Известия Уральского федерального университета. Серия 2: Гуманитарные науки (Jan 2024)
P. Czerwiński’s Dystopia International in the Context of the Young Polish Prose of the Early 21st Century
Abstract
This article analyses the novel International (2011) by Piotr Czerwiński, a representative of the so-called “post-PRL” generation and describes the worldview of this generation as a whole and its reasons. The change of the system rendered the romanticism of social resistance, which had been one of the most important pillars of Polish mentality and culture, pragmatically unclaimed. This tool of national consolidation, which had repeatedly proved its real effectiveness, lost its obvious field of application, and turned into an instrument of violence, because romantic myths continue to be present in Polish public consciousness and the subconscious, and are actively used by the authorities. The deadlock between the two discourses — the new and the old, global consumerism and heroic martyrology — has led to a massively expressed sense of hopelessness, fear, and their own inferiority by young writers. Czerwiński’s text is considered from the perspective of the genres of utopia, dystopia, and post-dystopia. The aim of the study is to analyse and identify the supertask of Czerwiński’s ironic reinterpretation of the extra-literary context, to bring to absurdity the merged ideas of (super)Polishness and (super)consumerism. First of all, the novel refers to the specificity of the Polish mentality and only secondly is a warning for any nationalist “accentuation” of society. Attention is also paid to the linguistic aspect of the alarmism of the novel: the prose of the “post-PRL” generation, of which the analysed novel is a vivid example, is a reaction both to the dissatisfaction with Polish reality and to the inadequacy of the language functioning in society to this experience. As a result, the author concludes that for Czerwiński, as for other young prose writers of this time, the generation and experience of comic consciousness becomes only partially a liberating experience.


## Problem details
Would you copy each line of the data below that has "scrap"?
____ Records for the task
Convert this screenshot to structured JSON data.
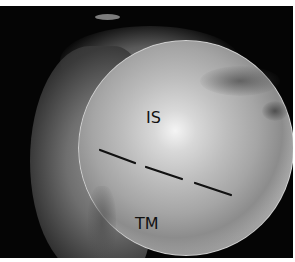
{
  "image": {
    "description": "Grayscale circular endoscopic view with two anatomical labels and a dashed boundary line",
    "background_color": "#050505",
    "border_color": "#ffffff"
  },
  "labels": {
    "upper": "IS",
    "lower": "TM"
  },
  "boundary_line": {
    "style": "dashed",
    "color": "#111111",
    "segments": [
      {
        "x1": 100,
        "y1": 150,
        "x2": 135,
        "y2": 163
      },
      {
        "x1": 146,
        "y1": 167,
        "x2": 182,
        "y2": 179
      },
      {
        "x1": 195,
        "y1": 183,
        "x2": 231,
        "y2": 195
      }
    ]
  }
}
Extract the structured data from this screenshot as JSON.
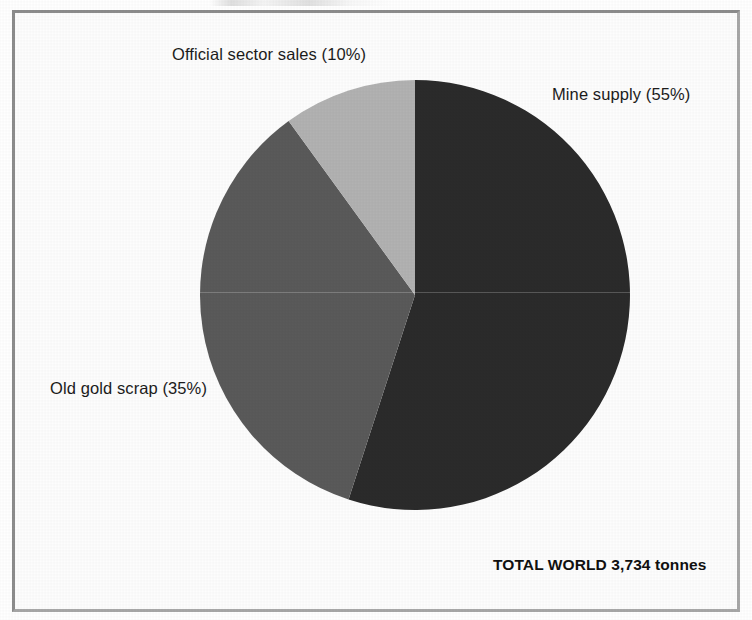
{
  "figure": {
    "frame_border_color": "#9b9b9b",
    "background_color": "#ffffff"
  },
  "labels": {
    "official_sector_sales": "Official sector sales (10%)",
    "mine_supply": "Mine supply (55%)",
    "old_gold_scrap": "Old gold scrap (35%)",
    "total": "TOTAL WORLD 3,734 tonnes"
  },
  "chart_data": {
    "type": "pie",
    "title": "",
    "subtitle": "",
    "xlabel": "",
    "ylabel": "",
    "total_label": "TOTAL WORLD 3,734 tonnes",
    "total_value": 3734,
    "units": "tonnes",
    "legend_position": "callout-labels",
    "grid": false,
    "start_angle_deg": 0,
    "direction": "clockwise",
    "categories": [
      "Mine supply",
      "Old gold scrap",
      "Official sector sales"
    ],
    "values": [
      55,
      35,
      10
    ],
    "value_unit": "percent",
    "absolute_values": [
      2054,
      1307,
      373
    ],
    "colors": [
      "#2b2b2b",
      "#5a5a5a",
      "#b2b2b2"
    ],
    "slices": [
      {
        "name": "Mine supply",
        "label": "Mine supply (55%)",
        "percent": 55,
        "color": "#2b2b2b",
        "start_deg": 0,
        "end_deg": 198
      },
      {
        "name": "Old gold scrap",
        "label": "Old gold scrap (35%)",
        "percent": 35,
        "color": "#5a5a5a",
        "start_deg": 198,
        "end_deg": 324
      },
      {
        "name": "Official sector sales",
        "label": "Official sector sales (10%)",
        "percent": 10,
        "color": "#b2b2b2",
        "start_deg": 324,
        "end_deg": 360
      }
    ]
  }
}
________
## Solution to this task
    "old_gold_scrap": "Old gold scrap (35%)",
      "Old gold scrap",
        "name": "Old gold scrap",
        "label": "Old gold scrap (35%)",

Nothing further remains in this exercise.